I gritted my teeth and shoved against his magic. He was old, I was younger. He couldn’t last much longer. I would win.
Then Beryl entered the game and threw something over my head. A fleeting glance registered twine, the type she probably used to tie packages. She looped it around me a second time and a third before I could break through Reese’s magic to pull it off.
In no time, she had me trussed up tighter than a Thanksgiving turkey.
Chapter Thirty-Three
“You won’t get away with this.” I directed the impotent threat at Beryl, as I had more of a relationship with her than the old elf.

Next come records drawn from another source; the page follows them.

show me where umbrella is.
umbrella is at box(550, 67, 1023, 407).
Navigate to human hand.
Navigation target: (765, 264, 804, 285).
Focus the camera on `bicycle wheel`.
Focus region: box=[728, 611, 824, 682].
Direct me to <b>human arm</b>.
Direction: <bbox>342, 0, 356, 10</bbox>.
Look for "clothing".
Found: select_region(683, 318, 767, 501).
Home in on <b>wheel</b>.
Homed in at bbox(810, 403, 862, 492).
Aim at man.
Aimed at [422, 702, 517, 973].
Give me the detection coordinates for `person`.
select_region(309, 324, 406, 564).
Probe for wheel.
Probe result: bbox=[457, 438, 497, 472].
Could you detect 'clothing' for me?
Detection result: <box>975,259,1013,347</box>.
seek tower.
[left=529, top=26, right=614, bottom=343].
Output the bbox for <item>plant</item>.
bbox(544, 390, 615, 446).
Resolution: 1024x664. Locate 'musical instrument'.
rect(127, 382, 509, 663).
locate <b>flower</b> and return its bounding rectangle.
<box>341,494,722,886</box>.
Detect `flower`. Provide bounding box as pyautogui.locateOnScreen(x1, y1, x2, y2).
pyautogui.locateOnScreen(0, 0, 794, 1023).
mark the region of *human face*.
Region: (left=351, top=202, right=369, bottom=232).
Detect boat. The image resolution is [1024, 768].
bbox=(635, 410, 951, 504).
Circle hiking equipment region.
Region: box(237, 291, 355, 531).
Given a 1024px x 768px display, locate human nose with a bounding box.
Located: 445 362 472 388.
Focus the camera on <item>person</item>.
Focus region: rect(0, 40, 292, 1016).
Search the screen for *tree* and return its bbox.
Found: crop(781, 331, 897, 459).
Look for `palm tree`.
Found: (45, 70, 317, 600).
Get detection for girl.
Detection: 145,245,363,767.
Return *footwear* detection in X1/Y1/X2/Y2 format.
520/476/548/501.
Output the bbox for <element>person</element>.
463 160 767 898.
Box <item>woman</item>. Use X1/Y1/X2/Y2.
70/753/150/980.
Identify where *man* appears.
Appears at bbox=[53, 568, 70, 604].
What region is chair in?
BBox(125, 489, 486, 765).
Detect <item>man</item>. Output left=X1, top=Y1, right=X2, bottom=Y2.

At least, maybe, possibly, she would see reason. He, on the other hand, had killed in cold blood.
“I’m not going to get away with anything,” she said with a nod to Reese.
I glanced at him, my vision blurring as I shook off the effects of the poison she’d added to my tea. “We’ve sent what we know to M.I.C.U.. It didn’t take us long to make the connection between Katie Leonard, aka Becky Turner, and your . . . grandson?”
He nodded, his eyes cold. “Blood is thicker than the law. Did you think I’d let him live through another trial?”